Mack uses Goldman's insignificance as one reason for dismissing the case, together with two (and possibly three) jurisdictions' refusal to prosecute him, the time and deviousness employed by the government to "forum shop," the fact that at most, he could get five years in prison, "the lowest maximum term among federal felonies," plus the difficulty, after this extended passage of time, in locating defense witnesses and determining the comparability of other materials sold in the district. (As AVN readers remember, the difficulty, after five years, of determining community standards and comparability of materials was among the reasons that the final federal indictment against PHE, Inc./Adam & Eve in Utah was dismissed.)

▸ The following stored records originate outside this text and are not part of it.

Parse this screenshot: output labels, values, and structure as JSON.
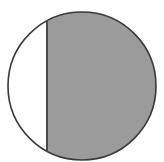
{
  "figure": {
    "name": "circle-with-vertical-chord",
    "type": "geometric-diagram",
    "canvas": {
      "width": 164,
      "height": 162,
      "background": "#ffffff"
    },
    "circle": {
      "center_x": 82,
      "center_y": 86,
      "radius": 74,
      "stroke_color": "#3a3a3a",
      "stroke_width": 1.6,
      "fill_color": "#ffffff"
    },
    "chord": {
      "orientation": "vertical",
      "x": 47,
      "y_top": 20,
      "y_bottom": 152,
      "stroke_color": "#4a4a4a",
      "stroke_width": 2
    },
    "segments": [
      {
        "name": "left-minor-segment",
        "side": "left",
        "fill_color": "#ffffff",
        "filled": false
      },
      {
        "name": "right-major-segment",
        "side": "right",
        "fill_color": "#9b9b9b",
        "filled": true
      }
    ]
  },
  "chart_data": {
    "type": "pie",
    "title": "",
    "subtitle": "",
    "xlabel": "",
    "ylabel": "",
    "grid": false,
    "legend_position": "none",
    "shape": "circle-divided-by-vertical-chord",
    "categories": [
      "unfilled-left-segment",
      "filled-right-segment"
    ],
    "values": [
      20,
      80
    ],
    "value_units": "percent-of-circle-area",
    "colors": [
      "#ffffff",
      "#9b9b9b"
    ],
    "annotations": [],
    "tick_labels": [],
    "notes": ""
  }
}
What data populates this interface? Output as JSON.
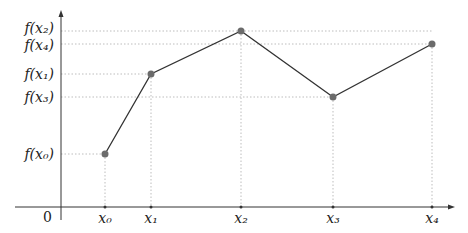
{
  "chart_data": {
    "type": "line",
    "title": "",
    "xlabel": "",
    "ylabel": "",
    "origin_label": "0",
    "grid": "dotted guide lines from each point to both axes",
    "legend": null,
    "x_tick_labels": [
      "x₀",
      "x₁",
      "x₂",
      "x₃",
      "x₄"
    ],
    "y_tick_labels": [
      "f(x₀)",
      "f(x₁)",
      "f(x₂)",
      "f(x₃)",
      "f(x₄)"
    ],
    "points": [
      {
        "x_label": "x₀",
        "y_label": "f(x₀)",
        "px": 105,
        "py": 154
      },
      {
        "x_label": "x₁",
        "y_label": "f(x₁)",
        "px": 151,
        "py": 74
      },
      {
        "x_label": "x₂",
        "y_label": "f(x₂)",
        "px": 241,
        "py": 31
      },
      {
        "x_label": "x₃",
        "y_label": "f(x₃)",
        "px": 333,
        "py": 97
      },
      {
        "x_label": "x₄",
        "y_label": "f(x₄)",
        "px": 432,
        "py": 44
      }
    ],
    "y_order_top_to_bottom": [
      "f(x₂)",
      "f(x₄)",
      "f(x₁)",
      "f(x₃)",
      "f(x₀)"
    ],
    "axes": {
      "origin_px": [
        61,
        207
      ],
      "x_end_px": 455,
      "x_start_px": 15,
      "y_top_px": 10,
      "y_bottom_px": 220
    },
    "colors": {
      "line": "#333333",
      "marker": "#6b6b6b",
      "axis": "#333333",
      "guide": "#bdbdbd"
    }
  }
}
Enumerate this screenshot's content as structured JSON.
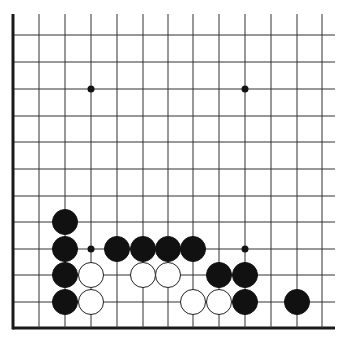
{
  "board": {
    "type": "go-board-corner",
    "background": "#ffffff",
    "line_color": "#333333",
    "edges": [
      "left",
      "bottom"
    ],
    "columns_x": [
      13,
      39,
      65,
      91,
      117,
      143,
      168,
      193,
      219,
      245,
      271,
      297,
      322
    ],
    "rows_y": [
      35,
      62,
      89,
      116,
      142,
      169,
      196,
      222,
      249,
      275,
      302,
      328
    ],
    "grid_top": 14,
    "grid_right": 335,
    "left_edge_x": 13,
    "bottom_edge_y": 328,
    "stone_radius": 12.5,
    "star_radius": 3.5,
    "star_points": [
      {
        "col": 3,
        "row": 2
      },
      {
        "col": 9,
        "row": 2
      },
      {
        "col": 3,
        "row": 8
      },
      {
        "col": 9,
        "row": 8
      }
    ],
    "stones": [
      {
        "color": "black",
        "col": 2,
        "row": 7
      },
      {
        "color": "black",
        "col": 2,
        "row": 8
      },
      {
        "color": "black",
        "col": 2,
        "row": 9
      },
      {
        "color": "black",
        "col": 2,
        "row": 10
      },
      {
        "color": "black",
        "col": 4,
        "row": 8
      },
      {
        "color": "black",
        "col": 5,
        "row": 8
      },
      {
        "color": "black",
        "col": 6,
        "row": 8
      },
      {
        "color": "black",
        "col": 7,
        "row": 8
      },
      {
        "color": "black",
        "col": 8,
        "row": 9
      },
      {
        "color": "black",
        "col": 9,
        "row": 9
      },
      {
        "color": "black",
        "col": 9,
        "row": 10
      },
      {
        "color": "black",
        "col": 11,
        "row": 10
      },
      {
        "color": "white",
        "col": 3,
        "row": 9
      },
      {
        "color": "white",
        "col": 3,
        "row": 10
      },
      {
        "color": "white",
        "col": 5,
        "row": 9
      },
      {
        "color": "white",
        "col": 6,
        "row": 9
      },
      {
        "color": "white",
        "col": 7,
        "row": 10
      },
      {
        "color": "white",
        "col": 8,
        "row": 10
      }
    ]
  }
}
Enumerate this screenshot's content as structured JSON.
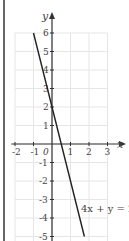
{
  "chart_data": {
    "type": "line",
    "title": "",
    "xlabel": "x",
    "ylabel": "y",
    "xlim": [
      -2,
      3
    ],
    "ylim": [
      -5,
      6
    ],
    "grid": true,
    "x_ticks": [
      "-2",
      "-1",
      "1",
      "2",
      "3"
    ],
    "y_ticks": [
      "6",
      "5",
      "4",
      "3",
      "2",
      "1",
      "-1",
      "-2",
      "-3",
      "-4",
      "-5"
    ],
    "origin_label": "0",
    "series": [
      {
        "name": "4x + y = 2",
        "equation": "y = 2 - 4x",
        "x": [
          -1,
          1.75
        ],
        "y": [
          6,
          -5
        ]
      }
    ],
    "annotations": [
      {
        "text": "4x + y = 2",
        "x": 1.5,
        "y": -3.4
      }
    ]
  },
  "colors": {
    "line": "#222222",
    "axis": "#333333",
    "grid": "#e6e6e6",
    "text": "#444444"
  }
}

Finally, Mack argues that (as AVN previously pointed out) the government may have failed to give the grand jury guidance as to whether the charged material appealed to the "prurient interest" of a "clearly defined deviant sexual group," as required by United States v. Mishkin, when it obtained its indictment, and she moves for disclosure of the minutes of the grand jury session where the indictment was presented to determine if Mishkin were indeed followed. And lastly, she makes the substantive due process argument previously noted, citing the Supreme Court's having struck down several "state laws restricting or prohibiting liberties in a wide variety of contexts" such as interracial marriage, the right to bear children and to direct their education, the right of marital privacy, the right to use contraception, the right to abortion, and the right to sexual privacy.

"Substantive due process has evolved to specifically include a right of privacy in the sanctity of the home, a right of sexual privacy for unmarried persons, a right of privacy to make choices regarding childbirth, a right of privacy in the body, and ultimately a right of consenting adults to make many choices regarding sexuality without fear of prosecution," Mack states. "As society's perception of and attitudes toward sexuality have become more tolerant and more liberal, so have the courts' interpretation of the Due Process Clause in this context. The liberties guaranteed by substantive due process have moved out of the marital bedroom and into the public sphere of commercial interactions and private interactions between consenting adults."

Mack takes her cue from the Lawrence decision, which says in part, "Liberty protects the person from unwarranted government intrusions into a dwelling or other private places. In our tradition the State is not omnipresent in the home. And there are other spheres of our lives and existence, outside the home, where the State should not be a dominant presence.  Freedom extends beyond spatial bounds. Liberty presumes an autonomy of self that includes freedom of thought, belief, expression, and certain intimate conduct."

"In light of the Supreme Court's holding in Lawrence, as well as the liberalization of both society's attitudes regarding adult sexuality in general and court rulings on this subject in particular, Mr. Goldman respectfully requests that this Court reconsider and reevaluate the federal obscenity law with which he is charged and ultimately hold that this law violates the substantive component of liberty guaranteed by the Due Process Clause," Mack argues, noting however that the Third Circuit's ruling in the Extreme Associates case would be binding on the New Jersey district court, but she wants to preserve the Lawrence argument for appeal.

The government, of course, will have an opportunity to respond to Mack's motion, and at press time, no date had been set for argument on the motions.